Arithmetic, string and list manipulation, and debugging utilities for GNU Make.
The general sentiment of people in the know appears to be:
- Lean 4 is a nice programming language, more ergonomic and easier to learn than Haskell or Idris in many ways. For example, monadic code looks more like Rust than Haskell.
- Given the design choices the language designers made, the implementation could, in time, be made efficient enough to compete with the likes of C and Rust. For example, in-place mutation of collections and data structures is easy to accomplish.
- The tooling and in particular the integration with Visual Studio Code is top-notch.
- The ecosystem and community around Lean 4 as a programming language (as opposed to as a theorem prover) is very small at the moment.
I would add:
- The Lean ecosystem (Mathlib in particular) making use of classical as well as intuitionistic logic has the potential to make theorem proving significantly more palatable than many competing systems.
Similar to the Swift Package Index, but using a stateful database rather than a JSON index file in a public Git repository as a source of packages.
Is written in JavaScript and integrates tightly with GitHub.
A small x86 retrocomputer.
Of course one could write a list like this in the other direction, too. I still find it interesting because I am not very familiar with Swift.
Bundler and test runner for Swift code compiled to WebAssembly.
I wish the Web did not need bundlers. Oh well.

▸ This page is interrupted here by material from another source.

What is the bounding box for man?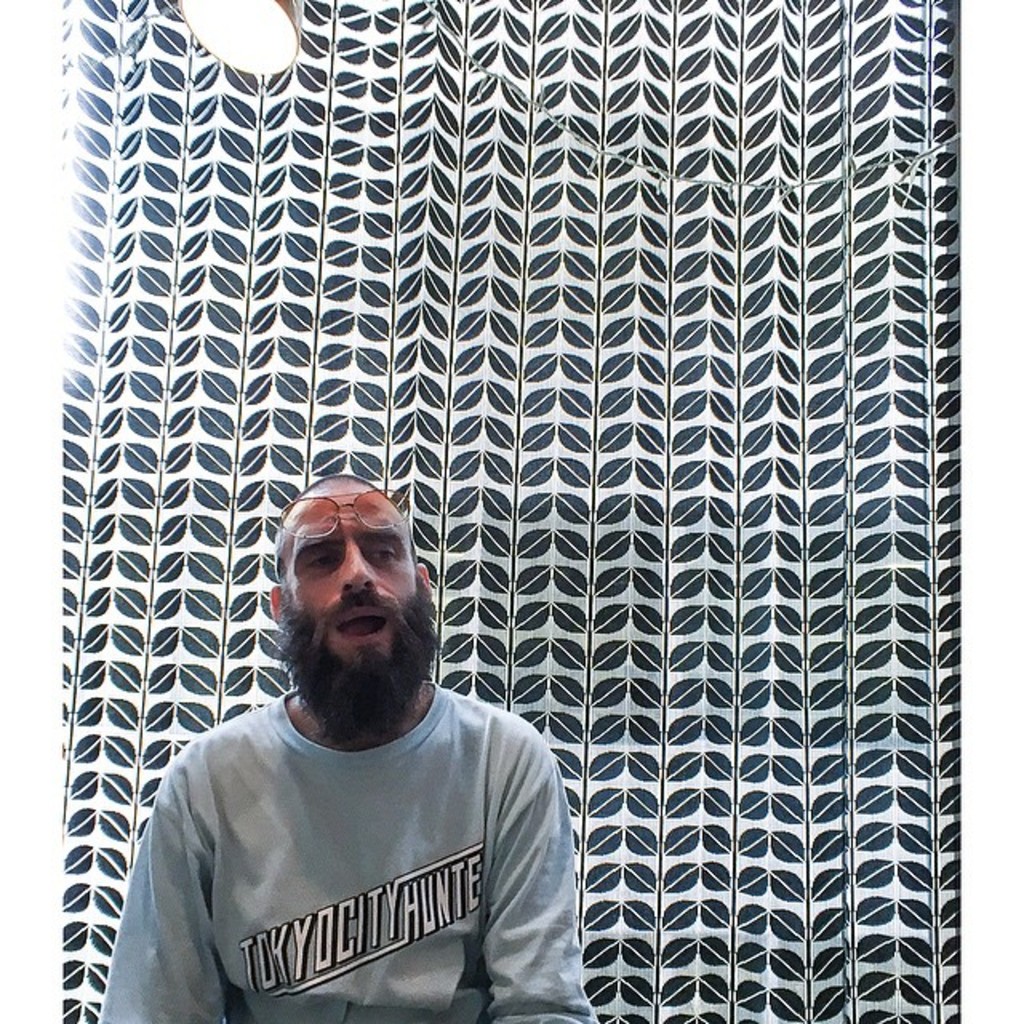
117, 482, 574, 1023.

SwiftUI-inspired GTK 3 wrapper.
Compatible SwiftUI clone that targets WebAssembly.
Sources a big JSON list.
The service is written in Swift itself.
The way Swift does this sounds really appealing for small devices.
Haskell prelude replacement by Serokell.
Links Linux ELF binaries against Windows PE/COFF DLLs.

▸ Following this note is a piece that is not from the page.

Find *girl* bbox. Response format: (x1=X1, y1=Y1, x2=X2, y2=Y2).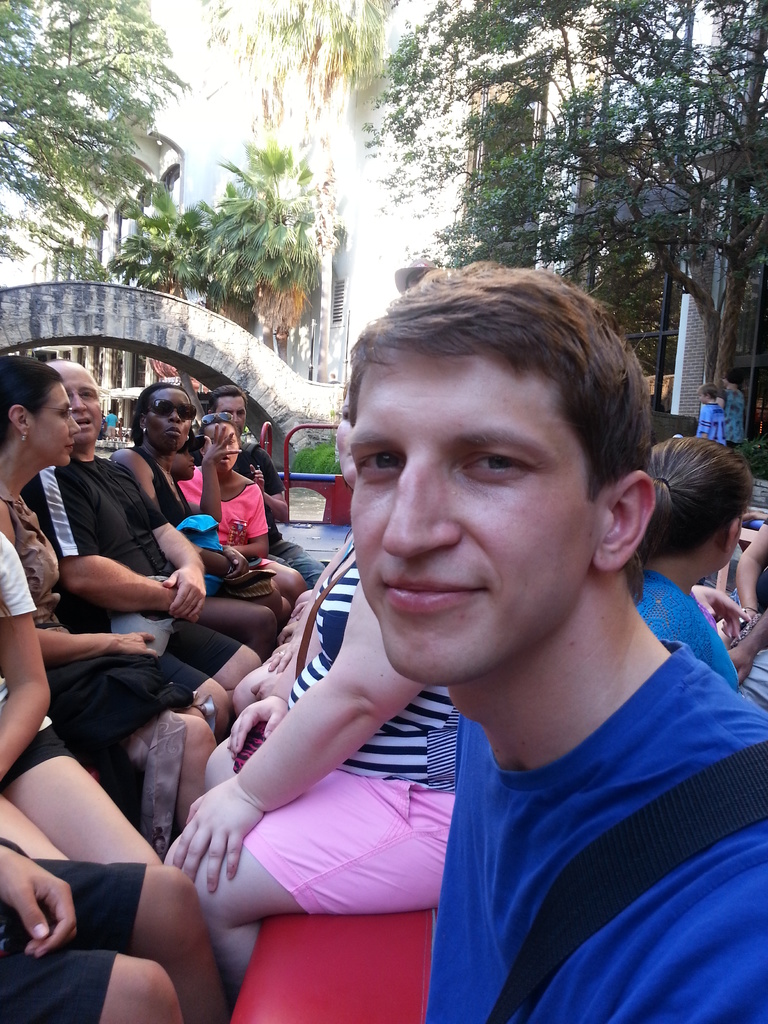
(x1=108, y1=385, x2=274, y2=650).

Generates HTML from Asciidoc and uploads it as the README for a SourceHut repository.
Consolidates an Asciidoc file and all of its transitive includes into a single Asciidoc file.
Useful for places like GitHub, which do not support includes natively.
(I do wonder, however, if it isnβt sometimes preferable to just generate HTML each time you update your user manual and check that into your code repository or upload it someplace you can link toβit is the universal language of the Web, after all.)
Browses UIs on Macs, facilitating their scripting via AppleScript.